CloudKitchens has Otter, its own version of Ordermark that it provides to its tenants and other restaurants looking to streamline their third-party marketplace integrations. Naturally, CloudKitchens has not publicly associated its brand with Otterā€™s and has egregious data privacy terms that allow the company to take advantage of unsophisticated restaurateurs. The terms shown below from Otterā€™s website would hand over all of a restaurantā€™s sales data to CloudKitchens which could presumably be used to create competing brands, as it has already demonstrated through facility brands it licenses to various tenants, food trucks, and non-affiliated restaurateurs.

Otter is a trojan horse (or sea animal) disguised as an online ordering hub for restaurants (Source: Otter)

Last-mile fulfillment

While ChowNow offers its own couriers in some markets, restaurants are best off leveraging a more sophisticated network of Postmates or DoorDash drivers. Most ordering platforms support these integrations and allow businesses to split or pass the full cost of delivery on to the customer. For example, DoorDash Drive charges a flat $6.75 for the first mile of delivery and $1 per mile thereafter.

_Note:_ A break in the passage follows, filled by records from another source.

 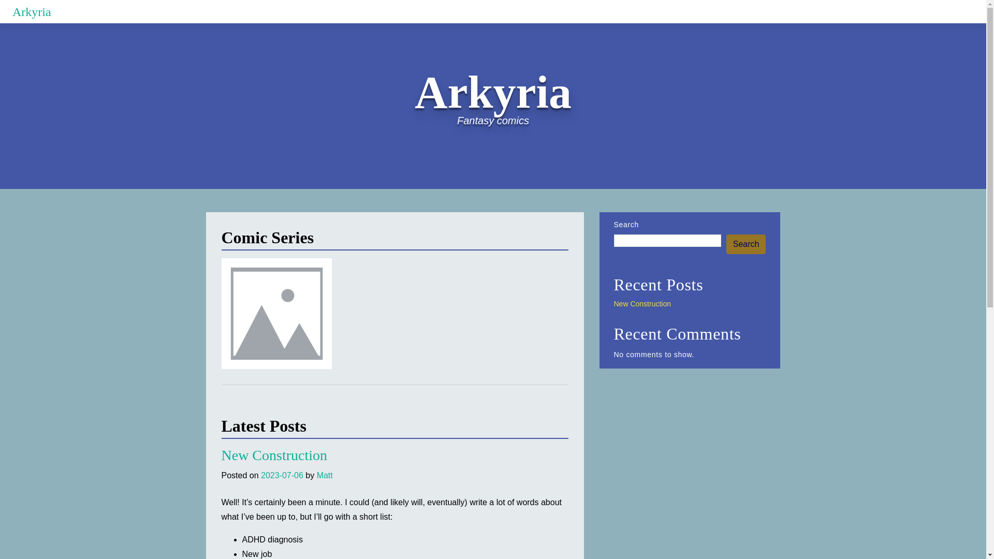 What do you see at coordinates (274, 456) in the screenshot?
I see `New Construction` at bounding box center [274, 456].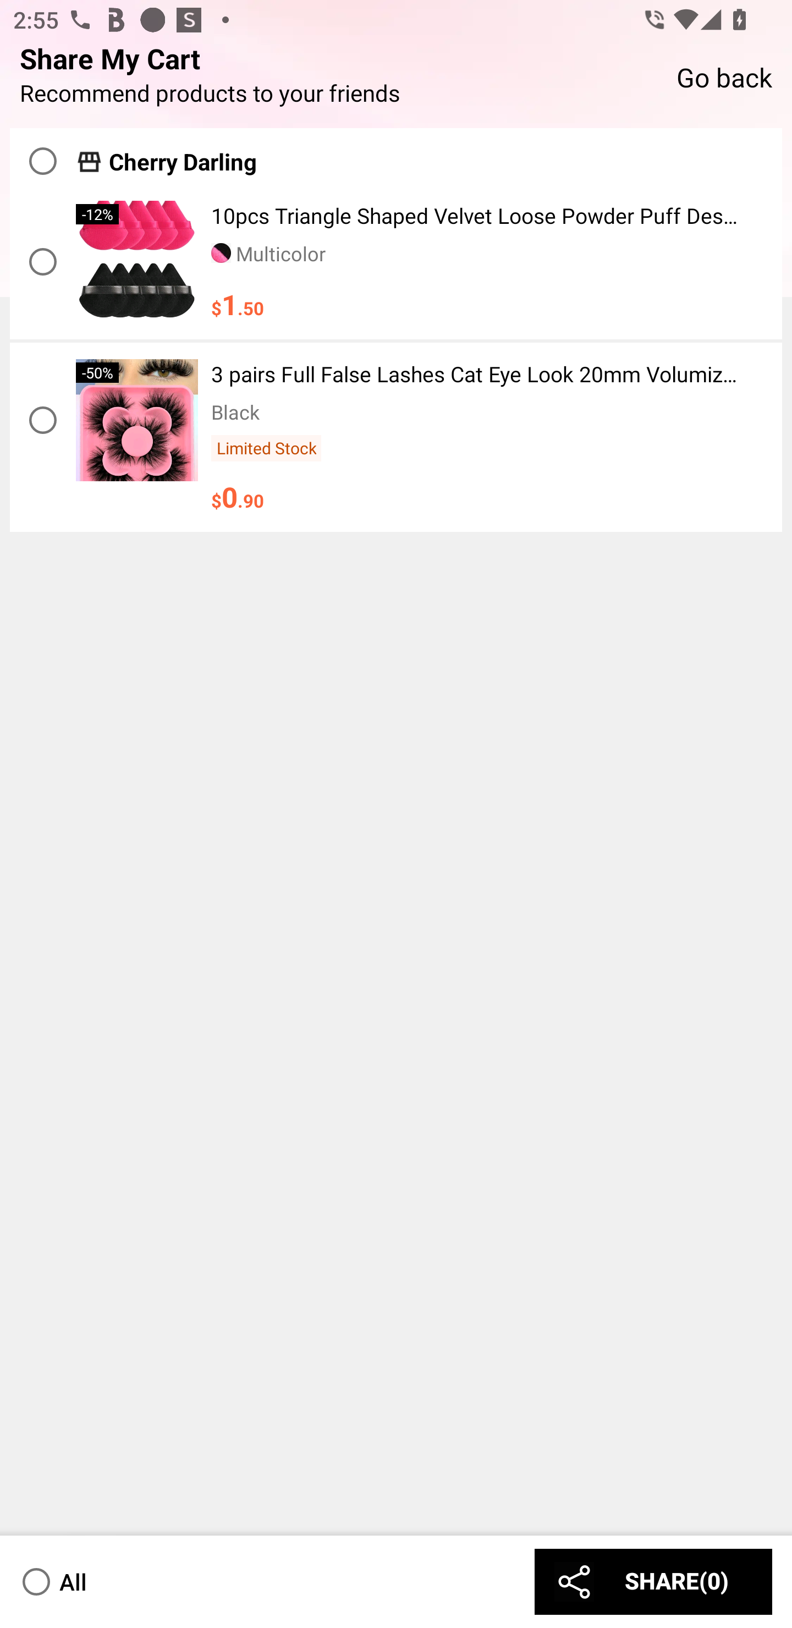 The image size is (792, 1628). I want to click on Go back, so click(724, 76).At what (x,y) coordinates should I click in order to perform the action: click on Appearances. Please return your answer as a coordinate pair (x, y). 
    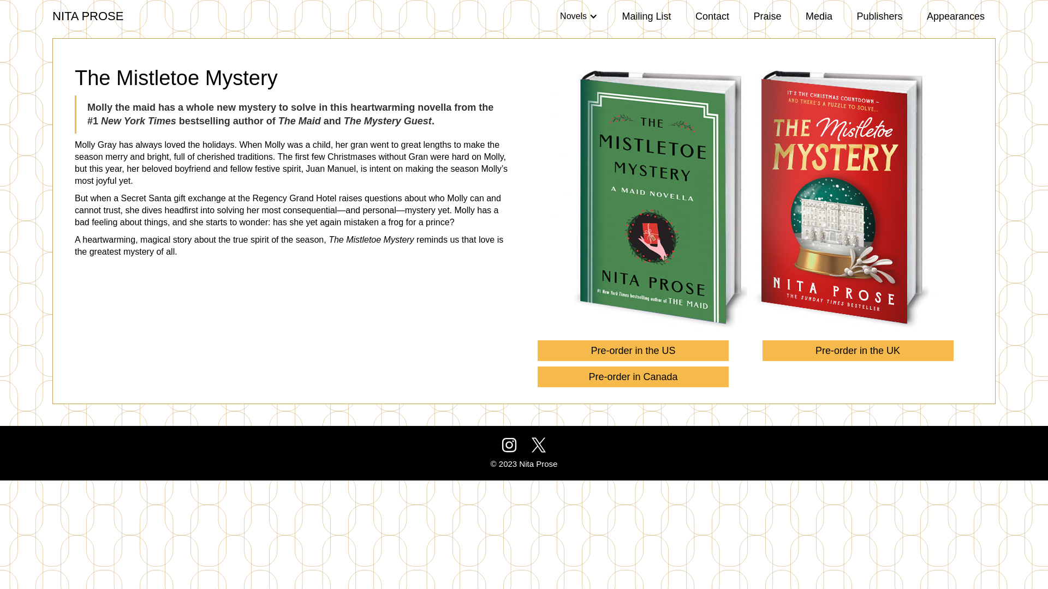
    Looking at the image, I should click on (955, 16). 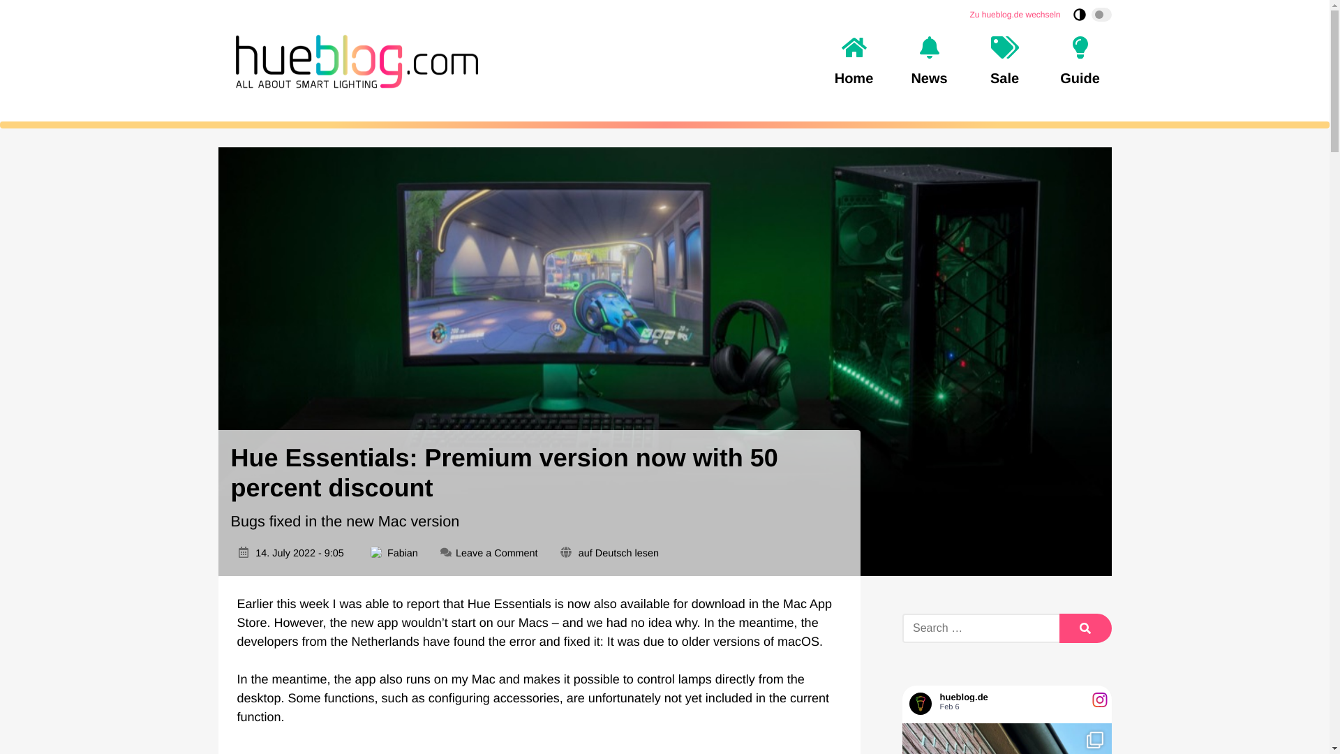 I want to click on auf Deutsch lesen, so click(x=618, y=554).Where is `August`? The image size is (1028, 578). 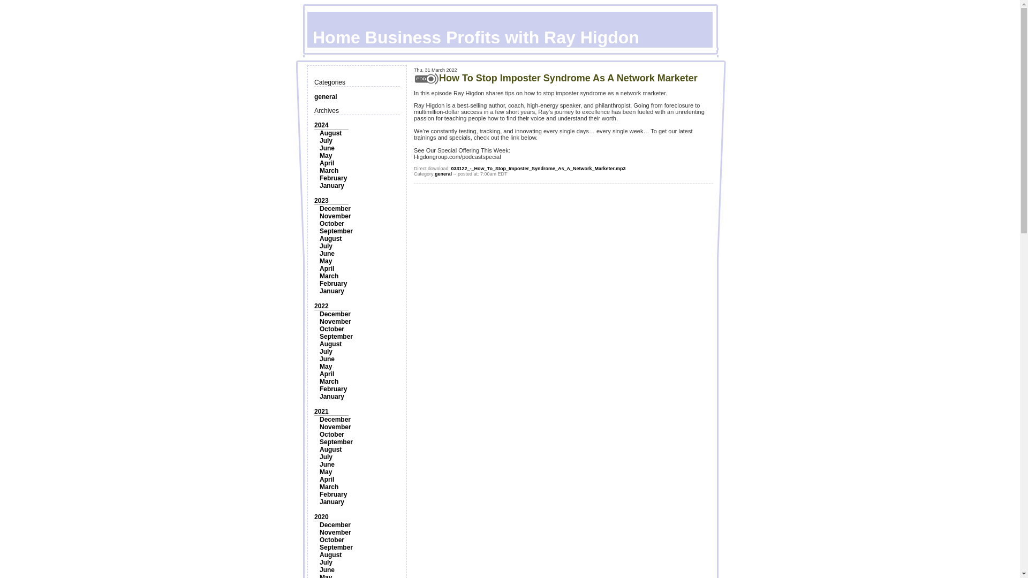 August is located at coordinates (330, 344).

Assuming enough demand, restaurants can profitably hire their own drivers and manage the logistics using third-party software like Onfleet or Getswift. These services allow diners to track their orders while providing efficient delivery routing for a restaurantā€™s drivers.

GetSwift provides both driver and consumer-facing tools for restaurants to operate their own delivery services. (Source: GetApp)

If this all seems like itā€™s cobbled together, thatā€™s because it is. Iā€™m currently going through the process of setting this stack up for my local deli and I can attest to how frustratingly high-touch and difficult it is. But if the dine-in experience means filling four tops with mannequins and separating diners with plexi glass and shower curtains, restaurants better start preparing for a world where takeout is the new dine in no matter how steep the learning curve.

** Special thanks to Brandon Maultasch and Scott Landers.